In that admission Fellgiebel found his strength, and darted through the door of the communications center. Idle couriers stared in surprise as the general pulled open a large case, withdrawing several long hand grenades. Holding the fragmentation bombs in one hand, he drew his pistol with the other. The wide-eyed radio operator lurched to his feet, staring at the general in disbelief, while the two operators spun around at the telephone switchboard.

“Back!” snarled the general, gesturing the men away from the signals equipment. Gun in one hand, grenade in the other, he made a formidable picture of persuasion. Stumbling over chairs, the communications staff scrambled toward the doors.

The general ran to the switchboard and picked up the telephone speaker, barking a series of numbers into the phone.
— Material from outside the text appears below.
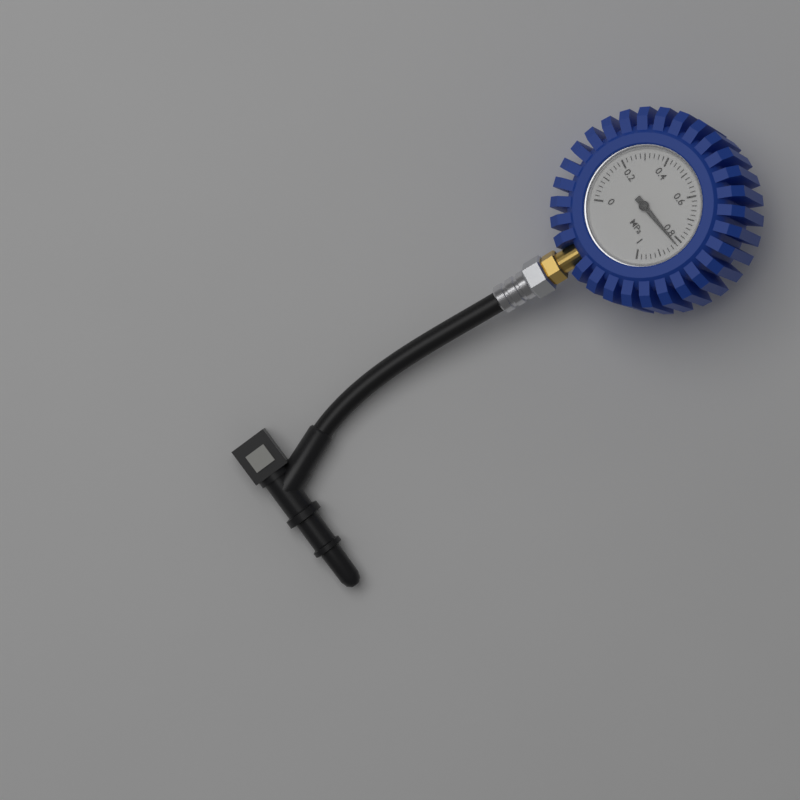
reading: 0.82 MPa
In another moment, the line was answered with a curt “Was?”

“Die Brucke ist verbrennt!” barked the panting Fellgiebel, before quickly breaking the connection.

 The signal for success -”The bridge is burned!” - would be spread by the conspirators across the Reich, though Fellgiebel now felt a piercing regret at the knowledge that he wouldn't be alive to see the effect of those momentous words. Arming the grenade, he dropped it behind the bank of the telephone switchboard.

Next the general fired four shots from his Walther into the cabinet sized radio, each slug splintering tubes and wiring. Fellgiebel reached out and pitched the huge radio onto its side before firing more shots from his handgun.

He was still shooting as an SS guard burst through the door. Fellgiebel did not look up as the man's Schmeisser erupted, stitching a line of bloody holes up the general's back, knocking him onto the switchboard that would never be used again.

A second later, the grenade behind the telephone switchboard exploded, shredding the panel into lethal shrapnel, simultaneously ripping into the SS guard and tearing away at Fellgiebel's unfeeling corpse.